Review: Waiheke Island Yacht Club, San Francisco

By Nici Wickes
Viva
Pop-up restaurant The Waiheke Island Yacht Sailing Club at Pier 29 in San Francisco. Photo / Babiche Martens
Address: Pier 29, Embarcadero, San Francisco
Phone: 415 956 1048
waihekeislandyachtclub.com
Cuisine: Modern New Zealand
Rating: 9/10


Right now in San Francisco, the waterfront is alive with the buzz of sailing. Flags flutter in the stiff Bay breeze and huge sheds plastered with international team logos tower above the historic buildings of this vibrant city.

I was headed for Pier 29, right in the heart of it all. What I didn't expect to find was the smell of freshly milled macrocarpa. A wave of emotion washed over me. I didn't know that I knew what this timber smelled of, but it was undeniably the perfume of home and I welled up with a mix of homesickness and pride.

I'd arrived at Waiheke Island Yacht Club, the ambitious pop-up restaurant and bar created by restaurateur Tony Stewart, of Clooney and the Hamptons, for the duration of the challenger series and 34th America's Cup.

With its rough-sawn timber floor, bar stools topped with sheepskin and stylishly laidback leather deckchairs, it is unmistakably a slice of New Zealand on this west coast American foreshore.

Over the past few months Tony and his team have worked to reshape a disused pier building into a space that resembles a bach, a holiday house, somewhere to share good times with friends. It is 100 per cent New Zealand.

The lump in my throat grew as we walked across the dining room to the open kitchen where head chef Hayden McMillan (ex-Merediths, French Cafe and TriBeCa) and executive chef Des Harris were clearly under the cosh trying to co-ordinate a new team for their first service in a kitchen that had apparently only been completed in the early hours of the morning.

The dining room was packed. Thanks to blogs and village gossip, people had already got wind that there was a different kind of Team New Zealand in town, this one a kitchen brigade determined to bring a taste of New Zealand to the regatta.

To get us in the mood, we tucked into local sourdough bread, with all the extra tang that San Franciscans adore, with Anchor butter burned then whipped to a butterscotch-flavoured dream and cocktails with names such as Hard Case and Yeah-Nah.

Next came a gazpacho salad of heirloom tomatoes, mozzarella and basil, alive with flavour, and a Hawkes Bay venison tartare complete with glistening oyster, radish and flecks of freshly grated horseradish.

Another dish, a generous piece of Mt Cook salmon, was beautifully cooked with the flavour of the Pacific in coconut and saltiness in rocket and roe.

A pork dish was less successful for me - I like it fatty and crispy and this was expertly trimmed and poached. Californians will love it, I'm sure.

McMillan's other dishes did an equally splendid job of bringing San Fran and New Zealand together; a delicate fillet of line-caught snapper from Leigh was paired with local clams on a sensational saffron cream with hints of vanilla (Heilala, of course), scattered with cauliflower sliced so thinly they resembled the silhouettes of trees, and an eye fillet was cleverly served with a dashi gel, miso and mushrooms. With each mouthful of tender grass-fed beef you could taste our far-off land.

A vanilla parfait - a cool slab of creamy strawberry and rose-scented delight and a magical feijoa sherbet - was marvellous.

The Crunchie bar dessert, a favourite of McMillan's, however, suffered from first-night jitters and came out looking like a train wreck but tasted sensational nonetheless.

There's no doubt Stewart is taking a huge bite of this West Coast apple and the late nights and early starts to get it across the starting line must have had him questioning his decision at times.

As we left I looked at the team who have come to San Fran to do us all proud, off the water.

They looked worn out.

But I could see head chefs Hayden and Des, calmly keeping the young team motivated, from the first service delivered by WIYC, in what will be a sailing season to remember I'm sure: the year New Zealanders took over Pier 29 in San Francisco Bay. An effort like this one deserves a trophy.

NB: For those of you not going to San Francisco in the next few months, but keen to get in the sailing mood, we recommend The Oyster Inn on Waiheke Island (before the end of July) or Sails in Westhaven.


From the menu: Gazpacho salad $14, Cervena tartare $16, Mt Cook salmon $24, Free-range pork $22, Snapper $32, Eye fillet $34, Crunchie bar $16, Vanilla parfait $15

Drinks: Fully licensed - Moa beer on tap though licensing agreements prevent sale of New Zealand wines.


Scan the entries below for the word "width", then copy each line that holds it.

++++ Data supplied

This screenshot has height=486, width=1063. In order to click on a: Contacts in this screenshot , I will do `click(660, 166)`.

++++++++
++++ Data supplied

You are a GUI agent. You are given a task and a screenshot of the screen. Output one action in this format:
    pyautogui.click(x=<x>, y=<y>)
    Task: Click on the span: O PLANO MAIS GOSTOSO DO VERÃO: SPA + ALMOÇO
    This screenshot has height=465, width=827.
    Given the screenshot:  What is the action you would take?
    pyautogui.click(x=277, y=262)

++++++++

Result of this exercise
This screenshot has height=486, width=1063. In order to click on a: Contacts in this screenshot , I will do `click(660, 166)`.
    This screenshot has height=465, width=827.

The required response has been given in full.